During his long career in the ministry, Willard was pastor of Forestdale Baptist Church in Sandwich, Mass.; Federated Church in Kingston, Mass.; Third Baptist Church in Barnstable, Mass.; and First Presbyterian Church in Waltham, Mass. He founded and directed Camp Good News, which still aims to win young people to Christ. The former moderator of the Boston Presbytery, he was also the author of several books, including The Leathernecks Come Through*, which was quoted in Random House's A History of the Marine Corps in World War II. He served for twenty years as a chaplain in the U.S. Naval Reserve, retiring with the rank of commander.
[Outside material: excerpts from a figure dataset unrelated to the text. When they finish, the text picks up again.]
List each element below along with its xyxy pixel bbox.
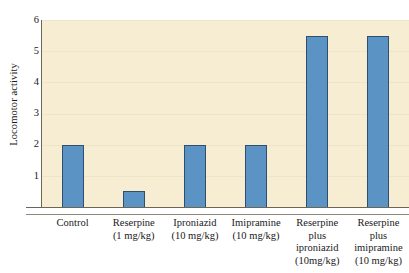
x-axis-category-label-line: iproniazid: [283, 242, 352, 255]
gridline: [42, 114, 409, 115]
x-axis-category-label: Control: [38, 217, 107, 230]
gridline: [42, 145, 409, 146]
x-axis-category-label-line: imipramine: [344, 242, 409, 255]
bar: [62, 145, 84, 207]
gridline: [42, 82, 409, 83]
x-axis-category-label-line: Reserpine: [344, 217, 409, 230]
x-axis-category-label-line: Reserpine: [99, 217, 168, 230]
x-axis-category-label: Reserpineplusimipramine(10 mg/kg): [344, 217, 409, 267]
x-axis-labels: ControlReserpine(1 mg/kg)Iproniazid(10 m…: [42, 217, 409, 273]
gridline: [42, 51, 409, 52]
x-axis-category-label-line: Reserpine: [283, 217, 352, 230]
bar: [306, 36, 328, 207]
plot-area: [42, 20, 409, 207]
bar: [245, 145, 267, 207]
x-axis-secondary-rule: [26, 214, 409, 215]
x-axis-category-label-line: plus: [283, 230, 352, 243]
y-axis-title-container: Locomotor activity: [0, 0, 26, 208]
x-axis-line: [26, 207, 409, 208]
x-axis-category-label-line: Control: [38, 217, 107, 230]
x-axis-category-label-line: (10 mg/kg): [222, 230, 291, 243]
y-axis-title: Locomotor activity: [8, 63, 19, 146]
gridline: [42, 176, 409, 177]
x-axis-category-label-line: (10 mg/kg): [344, 255, 409, 268]
x-axis-category-label: Iproniazid(10 mg/kg): [160, 217, 229, 242]
x-axis-category-label-line: Imipramine: [222, 217, 291, 230]
bar: [367, 36, 389, 207]
x-axis-category-label: Reserpineplusiproniazid(10mg/kg): [283, 217, 352, 267]
x-axis-category-label-line: (10 mg/kg): [160, 230, 229, 243]
x-axis-category-label-line: (1 mg/kg): [99, 230, 168, 243]
x-axis-category-label: Reserpine(1 mg/kg): [99, 217, 168, 242]
y-axis-ticks: 123456: [26, 14, 42, 210]
bar: [184, 145, 206, 207]
x-axis-category-label-line: plus: [344, 230, 409, 243]
x-axis-category-label-line: (10mg/kg): [283, 255, 352, 268]
x-axis-category-label: Imipramine(10 mg/kg): [222, 217, 291, 242]
bar: [123, 191, 145, 207]
bar-chart-figure: Locomotor activity 123456 ControlReserpi…: [0, 0, 409, 273]
gridline: [42, 20, 409, 21]
x-axis-category-label-line: Iproniazid: [160, 217, 229, 230]
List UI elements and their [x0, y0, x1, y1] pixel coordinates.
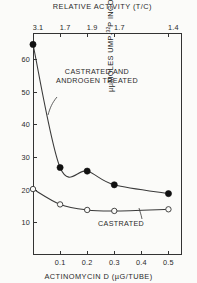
data-point-filled [57, 164, 63, 170]
series-curve-1 [33, 189, 168, 211]
annotation-androgen-treated: CASTRATED AND ANDROGEN TREATED [56, 67, 138, 85]
annotation-line-2: ANDROGEN TREATED [56, 76, 138, 85]
data-point-filled [84, 168, 90, 174]
data-point-open [112, 208, 117, 213]
data-point-open [57, 202, 62, 207]
annotation-castrated: CASTRATED [98, 219, 144, 228]
figure-panel: RELATIVE ACTIVITY (T/C) 0.10.20.30.40.53… [0, 0, 197, 283]
data-point-filled [111, 182, 117, 188]
plot-canvas [0, 0, 197, 283]
leader-line-androgen-treated [48, 97, 57, 115]
data-point-open [30, 186, 35, 191]
data-point-filled [30, 41, 36, 47]
leader-line-castrated [139, 208, 142, 219]
annotation-line-1: CASTRATED AND [56, 67, 138, 76]
data-point-open [166, 207, 171, 212]
data-point-filled [165, 191, 171, 197]
data-point-open [84, 207, 89, 212]
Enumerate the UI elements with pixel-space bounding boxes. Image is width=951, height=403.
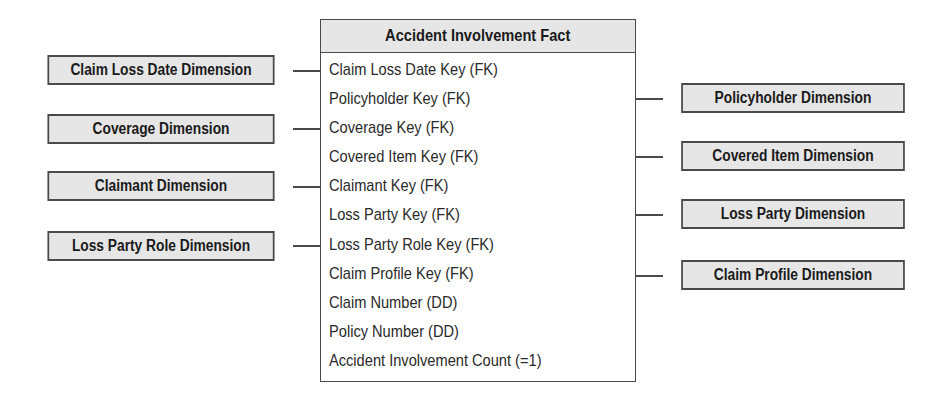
coverage-dimension: Coverage Dimension	[47, 114, 274, 144]
dimension-label: Loss Party Dimension	[721, 205, 866, 223]
loss-party-dimension: Loss Party Dimension	[681, 199, 905, 229]
loss-party-role-dimension: Loss Party Role Dimension	[47, 231, 274, 261]
policyholder-dimension: Policyholder Dimension	[681, 83, 905, 113]
fact-column: Claim Profile Key (FK)	[321, 259, 635, 288]
connector-line	[636, 156, 663, 158]
dimension-label: Claim Loss Date Dimension	[70, 61, 251, 79]
fact-column: Policy Number (DD)	[321, 317, 635, 346]
accident-involvement-fact-table: Accident Involvement Fact Claim Loss Dat…	[320, 19, 636, 382]
fact-column: Claimant Key (FK)	[321, 171, 635, 200]
column-label: Accident Involvement Count (=1)	[329, 346, 542, 375]
connector-line	[293, 186, 320, 188]
fact-table-title: Accident Involvement Fact	[385, 26, 570, 46]
covered-item-dimension: Covered Item Dimension	[681, 141, 905, 171]
fact-column: Accident Involvement Count (=1)	[321, 346, 635, 375]
column-label: Policy Number (DD)	[329, 317, 459, 346]
connector-line	[636, 98, 663, 100]
fact-column: Policyholder Key (FK)	[321, 84, 635, 113]
column-label: Coverage Key (FK)	[329, 113, 454, 142]
column-label: Policyholder Key (FK)	[329, 84, 470, 113]
fact-table-columns: Claim Loss Date Key (FK) Policyholder Ke…	[321, 53, 635, 375]
fact-column: Claim Loss Date Key (FK)	[321, 55, 635, 84]
column-label: Claim Number (DD)	[329, 288, 457, 317]
fact-column: Loss Party Key (FK)	[321, 200, 635, 229]
fact-column: Loss Party Role Key (FK)	[321, 230, 635, 259]
column-label: Covered Item Key (FK)	[329, 142, 478, 171]
dimension-label: Policyholder Dimension	[715, 89, 872, 107]
column-label: Loss Party Key (FK)	[329, 200, 460, 229]
claim-loss-date-dimension: Claim Loss Date Dimension	[47, 55, 274, 85]
connector-line	[293, 70, 320, 72]
connector-line	[293, 245, 320, 247]
connector-line	[636, 275, 663, 277]
fact-column: Claim Number (DD)	[321, 288, 635, 317]
dimension-label: Claimant Dimension	[95, 177, 227, 195]
fact-column: Covered Item Key (FK)	[321, 142, 635, 171]
column-label: Claimant Key (FK)	[329, 171, 448, 200]
claim-profile-dimension: Claim Profile Dimension	[681, 260, 905, 290]
claimant-dimension: Claimant Dimension	[47, 171, 274, 201]
fact-table-header: Accident Involvement Fact	[321, 20, 635, 53]
connector-line	[293, 128, 320, 130]
dimension-label: Covered Item Dimension	[712, 147, 873, 165]
column-label: Loss Party Role Key (FK)	[329, 230, 494, 259]
connector-line	[636, 214, 663, 216]
dimension-label: Claim Profile Dimension	[714, 266, 872, 284]
column-label: Claim Profile Key (FK)	[329, 259, 474, 288]
dimension-label: Coverage Dimension	[93, 120, 230, 138]
dimension-label: Loss Party Role Dimension	[72, 237, 250, 255]
fact-column: Coverage Key (FK)	[321, 113, 635, 142]
column-label: Claim Loss Date Key (FK)	[329, 55, 498, 84]
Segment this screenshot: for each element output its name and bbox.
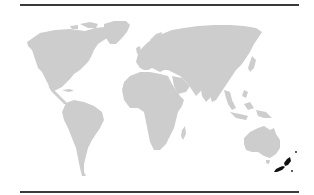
arctic-islands	[70, 22, 98, 29]
tasmania	[266, 160, 270, 164]
southeast-asia	[224, 90, 272, 120]
greenland	[104, 21, 130, 44]
south-america	[62, 100, 104, 176]
island-dot-north	[295, 151, 297, 153]
australia	[244, 126, 280, 158]
japan	[248, 56, 256, 72]
island-dot-south	[291, 170, 293, 172]
madagascar	[181, 126, 186, 140]
world-map	[0, 0, 314, 195]
bottom-rule	[20, 191, 299, 193]
north-america	[27, 27, 112, 92]
caribbean	[62, 89, 74, 92]
new-zealand-highlight	[274, 157, 291, 172]
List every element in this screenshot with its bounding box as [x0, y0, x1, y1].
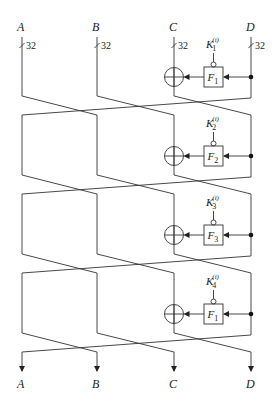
wire-a-r2 — [22, 115, 97, 194]
round-3: F3 K3(i) — [165, 194, 254, 245]
bit-width-annotations: 32 32 32 32 — [20, 40, 266, 51]
round-4: F1 K4(i) — [165, 273, 254, 324]
input-label-a: A — [16, 20, 25, 34]
key-input-circle — [211, 220, 216, 225]
junction-dot-icon — [249, 233, 254, 238]
output-label-c: C — [169, 377, 178, 391]
input-label-d: D — [245, 20, 255, 34]
output-label-a: A — [16, 377, 25, 391]
wire-b-r3 — [97, 194, 174, 273]
key-input-circle — [211, 62, 216, 67]
wire-a-r4 — [22, 273, 97, 371]
feistel-diagram: A B C D 32 32 32 32 — [0, 0, 279, 405]
wire-d-r3 — [22, 194, 251, 273]
bits-d: 32 — [255, 40, 265, 51]
wire-b-r2 — [97, 115, 174, 194]
bits-b: 32 — [101, 40, 111, 51]
input-label-b: B — [92, 20, 100, 34]
junction-dot-icon — [249, 154, 254, 159]
function-label: F3 — [207, 229, 219, 244]
round-2: F2 K2(i) — [165, 115, 254, 166]
wire-d-r2 — [22, 115, 251, 194]
output-label-d: D — [245, 377, 255, 391]
bits-a: 32 — [26, 40, 36, 51]
junction-dot-icon — [249, 75, 254, 80]
function-label: F1 — [207, 308, 219, 323]
output-labels: A B C D — [16, 377, 255, 391]
wire-a-r3 — [22, 194, 97, 273]
junction-dot-icon — [249, 312, 254, 317]
input-label-c: C — [169, 20, 178, 34]
input-labels: A B C D — [16, 20, 255, 34]
output-label-b: B — [92, 377, 100, 391]
key-label: K4(i) — [205, 273, 220, 290]
key-input-circle — [211, 141, 216, 146]
function-label: F2 — [207, 150, 219, 165]
key-label: K1(i) — [205, 36, 220, 53]
wire-b-r4 — [97, 273, 174, 371]
bits-c: 32 — [178, 40, 188, 51]
key-label: K2(i) — [205, 115, 220, 132]
key-label: K3(i) — [205, 194, 220, 211]
key-input-circle — [211, 299, 216, 304]
function-label: F1 — [207, 71, 219, 86]
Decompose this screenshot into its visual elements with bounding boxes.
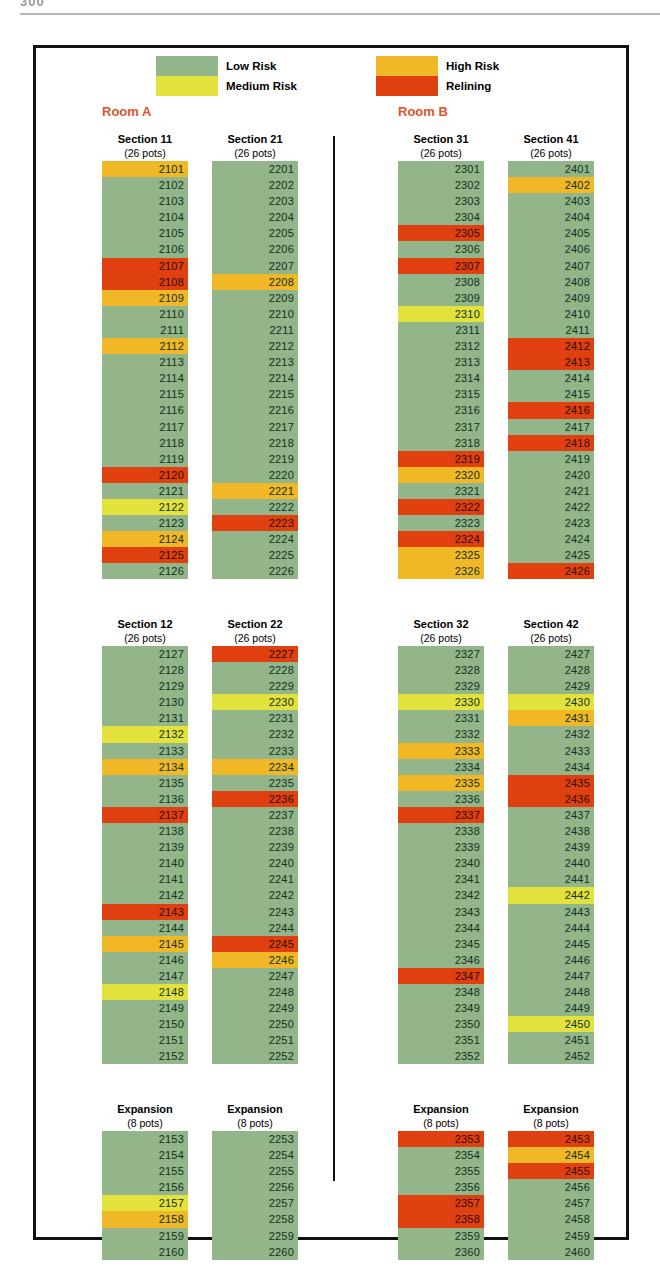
pot-cell[interactable]: 2226 bbox=[212, 563, 298, 579]
pot-cell[interactable]: 2460 bbox=[508, 1244, 594, 1260]
pot-cell[interactable]: 2403 bbox=[508, 193, 594, 209]
pot-cell[interactable]: 2405 bbox=[508, 225, 594, 241]
pot-cell[interactable]: 2230 bbox=[212, 694, 298, 710]
pot-cell[interactable]: 2109 bbox=[102, 290, 188, 306]
pot-cell[interactable]: 2319 bbox=[398, 451, 484, 467]
pot-cell[interactable]: 2240 bbox=[212, 855, 298, 871]
pot-cell[interactable]: 2344 bbox=[398, 920, 484, 936]
pot-cell[interactable]: 2343 bbox=[398, 904, 484, 920]
pot-cell[interactable]: 2108 bbox=[102, 274, 188, 290]
pot-cell[interactable]: 2103 bbox=[102, 193, 188, 209]
pot-cell[interactable]: 2321 bbox=[398, 483, 484, 499]
pot-cell[interactable]: 2259 bbox=[212, 1228, 298, 1244]
pot-cell[interactable]: 2106 bbox=[102, 241, 188, 257]
pot-cell[interactable]: 2113 bbox=[102, 354, 188, 370]
pot-cell[interactable]: 2155 bbox=[102, 1163, 188, 1179]
pot-cell[interactable]: 2231 bbox=[212, 710, 298, 726]
pot-cell[interactable]: 2350 bbox=[398, 1016, 484, 1032]
pot-cell[interactable]: 2320 bbox=[398, 467, 484, 483]
pot-cell[interactable]: 2205 bbox=[212, 225, 298, 241]
pot-cell[interactable]: 2324 bbox=[398, 531, 484, 547]
pot-cell[interactable]: 2141 bbox=[102, 871, 188, 887]
pot-cell[interactable]: 2443 bbox=[508, 904, 594, 920]
pot-cell[interactable]: 2332 bbox=[398, 726, 484, 742]
pot-cell[interactable]: 2143 bbox=[102, 904, 188, 920]
pot-cell[interactable]: 2150 bbox=[102, 1016, 188, 1032]
pot-cell[interactable]: 2147 bbox=[102, 968, 188, 984]
pot-cell[interactable]: 2126 bbox=[102, 563, 188, 579]
pot-cell[interactable]: 2227 bbox=[212, 646, 298, 662]
pot-cell[interactable]: 2220 bbox=[212, 467, 298, 483]
pot-cell[interactable]: 2334 bbox=[398, 759, 484, 775]
pot-cell[interactable]: 2203 bbox=[212, 193, 298, 209]
pot-cell[interactable]: 2238 bbox=[212, 823, 298, 839]
pot-cell[interactable]: 2131 bbox=[102, 710, 188, 726]
pot-cell[interactable]: 2458 bbox=[508, 1211, 594, 1227]
pot-cell[interactable]: 2159 bbox=[102, 1228, 188, 1244]
pot-cell[interactable]: 2439 bbox=[508, 839, 594, 855]
pot-cell[interactable]: 2140 bbox=[102, 855, 188, 871]
pot-cell[interactable]: 2154 bbox=[102, 1147, 188, 1163]
pot-cell[interactable]: 2328 bbox=[398, 662, 484, 678]
pot-cell[interactable]: 2355 bbox=[398, 1163, 484, 1179]
pot-cell[interactable]: 2335 bbox=[398, 775, 484, 791]
pot-cell[interactable]: 2116 bbox=[102, 402, 188, 418]
pot-cell[interactable]: 2246 bbox=[212, 952, 298, 968]
pot-cell[interactable]: 2255 bbox=[212, 1163, 298, 1179]
pot-cell[interactable]: 2305 bbox=[398, 225, 484, 241]
pot-cell[interactable]: 2245 bbox=[212, 936, 298, 952]
pot-cell[interactable]: 2325 bbox=[398, 547, 484, 563]
pot-cell[interactable]: 2133 bbox=[102, 743, 188, 759]
pot-cell[interactable]: 2210 bbox=[212, 306, 298, 322]
pot-cell[interactable]: 2445 bbox=[508, 936, 594, 952]
pot-cell[interactable]: 2249 bbox=[212, 1000, 298, 1016]
pot-cell[interactable]: 2431 bbox=[508, 710, 594, 726]
pot-cell[interactable]: 2430 bbox=[508, 694, 594, 710]
pot-cell[interactable]: 2207 bbox=[212, 258, 298, 274]
pot-cell[interactable]: 2326 bbox=[398, 563, 484, 579]
pot-cell[interactable]: 2219 bbox=[212, 451, 298, 467]
pot-cell[interactable]: 2303 bbox=[398, 193, 484, 209]
pot-cell[interactable]: 2118 bbox=[102, 435, 188, 451]
pot-cell[interactable]: 2257 bbox=[212, 1195, 298, 1211]
pot-cell[interactable]: 2448 bbox=[508, 984, 594, 1000]
pot-cell[interactable]: 2304 bbox=[398, 209, 484, 225]
pot-cell[interactable]: 2105 bbox=[102, 225, 188, 241]
pot-cell[interactable]: 2127 bbox=[102, 646, 188, 662]
pot-cell[interactable]: 2152 bbox=[102, 1048, 188, 1064]
pot-cell[interactable]: 2121 bbox=[102, 483, 188, 499]
pot-cell[interactable]: 2329 bbox=[398, 678, 484, 694]
pot-cell[interactable]: 2357 bbox=[398, 1195, 484, 1211]
pot-cell[interactable]: 2211 bbox=[212, 322, 298, 338]
pot-cell[interactable]: 2413 bbox=[508, 354, 594, 370]
pot-cell[interactable]: 2139 bbox=[102, 839, 188, 855]
pot-cell[interactable]: 2423 bbox=[508, 515, 594, 531]
pot-cell[interactable]: 2352 bbox=[398, 1048, 484, 1064]
pot-cell[interactable]: 2337 bbox=[398, 807, 484, 823]
pot-cell[interactable]: 2428 bbox=[508, 662, 594, 678]
pot-cell[interactable]: 2318 bbox=[398, 435, 484, 451]
pot-cell[interactable]: 2410 bbox=[508, 306, 594, 322]
pot-cell[interactable]: 2311 bbox=[398, 322, 484, 338]
pot-cell[interactable]: 2417 bbox=[508, 419, 594, 435]
pot-cell[interactable]: 2234 bbox=[212, 759, 298, 775]
pot-cell[interactable]: 2122 bbox=[102, 499, 188, 515]
pot-cell[interactable]: 2356 bbox=[398, 1179, 484, 1195]
pot-cell[interactable]: 2235 bbox=[212, 775, 298, 791]
pot-cell[interactable]: 2459 bbox=[508, 1228, 594, 1244]
pot-cell[interactable]: 2426 bbox=[508, 563, 594, 579]
pot-cell[interactable]: 2447 bbox=[508, 968, 594, 984]
pot-cell[interactable]: 2142 bbox=[102, 887, 188, 903]
pot-cell[interactable]: 2314 bbox=[398, 370, 484, 386]
pot-cell[interactable]: 2138 bbox=[102, 823, 188, 839]
pot-cell[interactable]: 2411 bbox=[508, 322, 594, 338]
pot-cell[interactable]: 2232 bbox=[212, 726, 298, 742]
pot-cell[interactable]: 2250 bbox=[212, 1016, 298, 1032]
pot-cell[interactable]: 2208 bbox=[212, 274, 298, 290]
pot-cell[interactable]: 2239 bbox=[212, 839, 298, 855]
pot-cell[interactable]: 2134 bbox=[102, 759, 188, 775]
pot-cell[interactable]: 2345 bbox=[398, 936, 484, 952]
pot-cell[interactable]: 2432 bbox=[508, 726, 594, 742]
pot-cell[interactable]: 2408 bbox=[508, 274, 594, 290]
pot-cell[interactable]: 2228 bbox=[212, 662, 298, 678]
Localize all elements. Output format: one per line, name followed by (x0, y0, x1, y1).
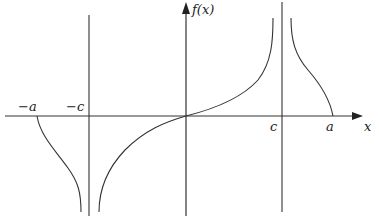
function-graph: −a −c c a x f(x) (0, 0, 379, 222)
tick-label-a: a (326, 120, 334, 133)
graph-canvas (0, 0, 379, 222)
tick-label-c: c (270, 120, 277, 133)
tick-label-neg-c: −c (66, 100, 84, 113)
tick-label-neg-a: −a (18, 100, 37, 113)
y-axis-arrow-icon (182, 2, 190, 14)
y-axis-label: f(x) (192, 3, 214, 16)
y-axis (182, 2, 190, 216)
x-axis-arrow-icon (352, 112, 363, 120)
x-axis-label: x (364, 120, 371, 133)
curve-right-branch (291, 18, 333, 116)
x-axis (5, 112, 363, 120)
curve-left-branch (37, 116, 81, 212)
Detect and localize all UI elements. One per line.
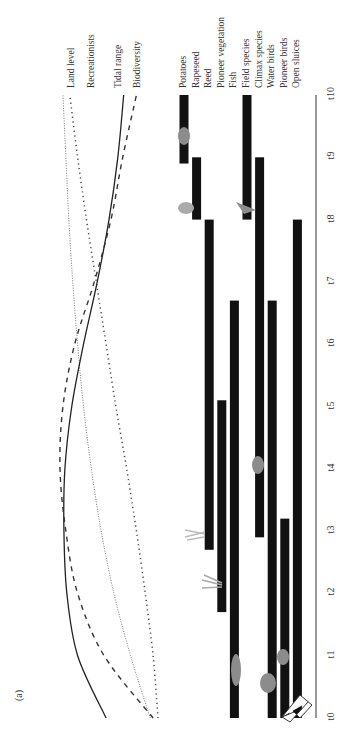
time-tick-t10: t10 bbox=[325, 82, 336, 106]
bar-reed bbox=[205, 220, 214, 550]
bar-open-sluices bbox=[293, 220, 302, 718]
curve-label-recreationists: Recreationists bbox=[86, 34, 96, 88]
bar-label-climax-species: Climax species bbox=[254, 30, 264, 88]
reed-icon bbox=[185, 530, 205, 540]
bar-rapeseed bbox=[192, 157, 201, 219]
time-tick-t8: t8 bbox=[325, 206, 336, 230]
time-tick-t0: t0 bbox=[325, 705, 336, 729]
bar-field-species bbox=[243, 95, 252, 220]
bar-label-field-species: Field species bbox=[241, 39, 251, 88]
bar-label-rapeseed: Rapeseed bbox=[191, 52, 201, 88]
time-tick-t6: t6 bbox=[325, 331, 336, 355]
curve-tidal-range bbox=[64, 95, 124, 718]
curve-label-tidal-range: Tidal range bbox=[113, 45, 123, 88]
panel-label: (a) bbox=[13, 684, 24, 708]
bar-label-water-birds: Water birds bbox=[266, 44, 276, 88]
time-tick-t7: t7 bbox=[325, 268, 336, 292]
curve-label-biodiversity: Biodiversity bbox=[132, 41, 142, 88]
time-tick-t4: t4 bbox=[325, 455, 336, 479]
bar-label-open-sluices: Open sluices bbox=[291, 39, 301, 88]
time-tick-t9: t9 bbox=[325, 144, 336, 168]
potato-icon bbox=[178, 127, 190, 145]
bar-label-pioneer-vegetation: Pioneer vegetation bbox=[216, 17, 226, 88]
bar-pioneer-birds bbox=[280, 519, 289, 718]
fish-icon bbox=[231, 654, 241, 686]
wader-icon bbox=[277, 649, 289, 665]
bar-label-potatoes: Potatoes bbox=[178, 56, 188, 88]
time-tick-t3: t3 bbox=[325, 518, 336, 542]
duck-icon bbox=[260, 673, 276, 693]
time-tick-t2: t2 bbox=[325, 580, 336, 604]
time-tick-t1: t1 bbox=[325, 642, 336, 666]
bar-label-pioneer-birds: Pioneer birds bbox=[279, 38, 289, 88]
bar-water-birds bbox=[268, 301, 277, 718]
curve-label-land-level: Land level bbox=[66, 48, 76, 88]
curve-biodiversity bbox=[60, 95, 153, 718]
rapeseed-icon bbox=[178, 202, 194, 214]
bar-label-fish: Fish bbox=[228, 72, 238, 88]
time-tick-t5: t5 bbox=[325, 393, 336, 417]
bar-pioneer-vegetation bbox=[217, 400, 226, 612]
chart-canvas bbox=[0, 0, 360, 736]
curve-land-level bbox=[63, 95, 150, 718]
deer-icon bbox=[252, 456, 264, 474]
bar-climax-species bbox=[255, 157, 264, 537]
bar-label-reed: Reed bbox=[203, 68, 213, 88]
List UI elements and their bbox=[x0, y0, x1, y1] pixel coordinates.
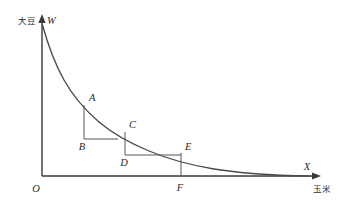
y-axis-arrow-icon bbox=[38, 14, 45, 23]
y-axis-name-label: 大豆 bbox=[18, 16, 36, 26]
point-label-b: B bbox=[79, 141, 86, 152]
point-label-a: A bbox=[88, 92, 96, 103]
point-label-c: C bbox=[129, 119, 137, 130]
point-label-d: D bbox=[119, 157, 128, 168]
indifference-curve-path bbox=[43, 25, 311, 176]
x-axis-name-label: 玉米 bbox=[313, 184, 331, 194]
x-axis-symbol-label: X bbox=[303, 161, 311, 172]
x-axis-arrow-icon bbox=[312, 172, 321, 179]
point-label-e: E bbox=[184, 141, 192, 152]
point-label-f: F bbox=[176, 182, 184, 193]
economics-indifference-curve-diagram: W X O 大豆 玉米 A B C D E F bbox=[0, 0, 341, 206]
step-group-ab bbox=[84, 105, 118, 139]
origin-label: O bbox=[32, 183, 40, 194]
figure-canvas: W X O 大豆 玉米 A B C D E F bbox=[0, 0, 341, 206]
y-axis-symbol-label: W bbox=[47, 15, 57, 26]
y-axis-group bbox=[38, 14, 45, 176]
curve-group bbox=[43, 25, 311, 176]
He was also assistant to the President of Wheaton College for a few years.
World War II/Asiatic-Pacific Theater/Northern Solomon Islands Campaign (1943-44)
From Month/Year
February / 1943
To Month/Year
November / 1944
Description The Solomon Islands campaign was a major campaign of the Pacific War of World War II. The campaign began with Japanese landings and occupation of several areas in the British Solomon Islands and Bougainville, in the Territory of New Guinea, during the first six months of 1942. The Japanese occupied these locations and began the construction of several naval and air bases with the goals of protecting the flank of the Japanese offensive in New Guinea, establishing a security barrier for the major Japanese base at Rabaul on New Britain, and providing bases for interdicting supply lines between the Allied powers of the United States and Australia and New Zealand.
The Allies, in order to defend their communication and supply lines in the South Pacific, supported a counteroffensive in New Guinea, isolated the Japanese base at Rabaul, and counterattacked the Japanese in the Solomons with landings on Guadalcanal (see Guadalcanal Campaign) and small neighboring islands on 7 August 1942. These landings initiated a series of combined-arms battles between the two adversaries, beginning with the Guadalcanal landing and continuing with several battles in the central and northern Solomons, on and around New Georgia Island, and Bougainville Island.
In a campaign of attrition fought on land, on sea, and in the air, the Allies wore the Japanese down, inflicting irreplaceable losses on Japanese military assets. The Allies retook some of the Solomon Islands (although resistance continued until the end of the war), and they also isolated and neutralized some Japanese positions, which were then bypassed. The Solomon Islands campaign then converged with the New Guinea campaign.